Lessons from Border States — replicable strategies
- Make leadership accountable — a named executive drives decisions and trade-offs.
- Focus on customer experience — improving online ordering and self-service creates immediate ROI.
- Prioritize data cleanliness — invest early in PIM/MDM and ERP integration.
- Balance quick wins with scalable architecture — short-term automation plus long-term composable design.
2026 trends shaping the next wave of B2B ecommerce
As we move through 2026 several trends are redefining what a VP of digital transformation must deliver:
- Generative AI acceleration — from automated quoting to intelligent RFP responses, but with stronger regulatory and ethical guardrails.
- Hyperautomation — combining RPA, AI, and integration platforms to automate complex, cross-system processes.
- Composable commerce maturity — more plug-and-play connectors for ERP-to-commerce flows, lowering integration cost.
- Data sovereignty and privacy — increasing emphasis on transparent data use and customer consent.
- Resilience over optimization — supply chain strategies prioritize availability and agility post-2024–25 disruptions.
Practical takeaway checklist
- Define the business outcomes you expect from digital (revenue, cost, retention).
- Run a 30-day digital health audit and identify your top 10 SKUs and accounts.
- Decide on the leadership model (full-time VP, fractional, or senior product lead).
- Prioritize ERP connectivity and master data before experimenting with advanced AI.
- Measure success by ecommerce penetration and order automation rates—not vanity metrics.
Final thoughts
Border States’ decision to create a VP of digital transformation is a case study in organizational clarity.

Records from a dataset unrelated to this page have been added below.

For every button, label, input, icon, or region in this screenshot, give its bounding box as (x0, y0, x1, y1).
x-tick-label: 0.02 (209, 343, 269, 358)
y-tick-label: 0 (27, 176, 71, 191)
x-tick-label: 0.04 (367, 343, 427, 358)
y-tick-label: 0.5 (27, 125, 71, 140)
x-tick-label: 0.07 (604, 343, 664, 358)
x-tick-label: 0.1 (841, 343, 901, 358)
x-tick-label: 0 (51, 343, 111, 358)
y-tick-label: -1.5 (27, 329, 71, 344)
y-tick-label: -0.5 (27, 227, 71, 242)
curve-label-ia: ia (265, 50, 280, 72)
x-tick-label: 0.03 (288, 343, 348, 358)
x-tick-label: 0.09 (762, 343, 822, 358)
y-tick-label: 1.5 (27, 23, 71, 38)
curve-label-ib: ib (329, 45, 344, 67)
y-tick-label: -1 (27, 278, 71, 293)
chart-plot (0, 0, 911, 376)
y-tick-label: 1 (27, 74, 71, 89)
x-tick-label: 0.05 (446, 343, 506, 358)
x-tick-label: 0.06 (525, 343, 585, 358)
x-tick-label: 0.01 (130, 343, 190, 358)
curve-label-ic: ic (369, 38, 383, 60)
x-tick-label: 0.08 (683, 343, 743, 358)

It recognizes that digital acceleration is less about spot projects and more about sustained enterprise coordination: product data, commerce UX, fulfillment orchestration, and AI-driven automation working together under accountable leadership. For distributors and B2B sellers, the lesson is clear—if you want measurable returns from ecommerce and automation, make someone accountable, give them authority, and align incentives to outcomes.
Call to action
Ready to explore whether a VP of digital transformation is the right move for your business? Start with a 30-day digital health audit and a one-page outcome roadmap. Contact our hiring specialists or download the VP role brief and implementation checklist to begin building a scalable, data-driven ecommerce strategy today.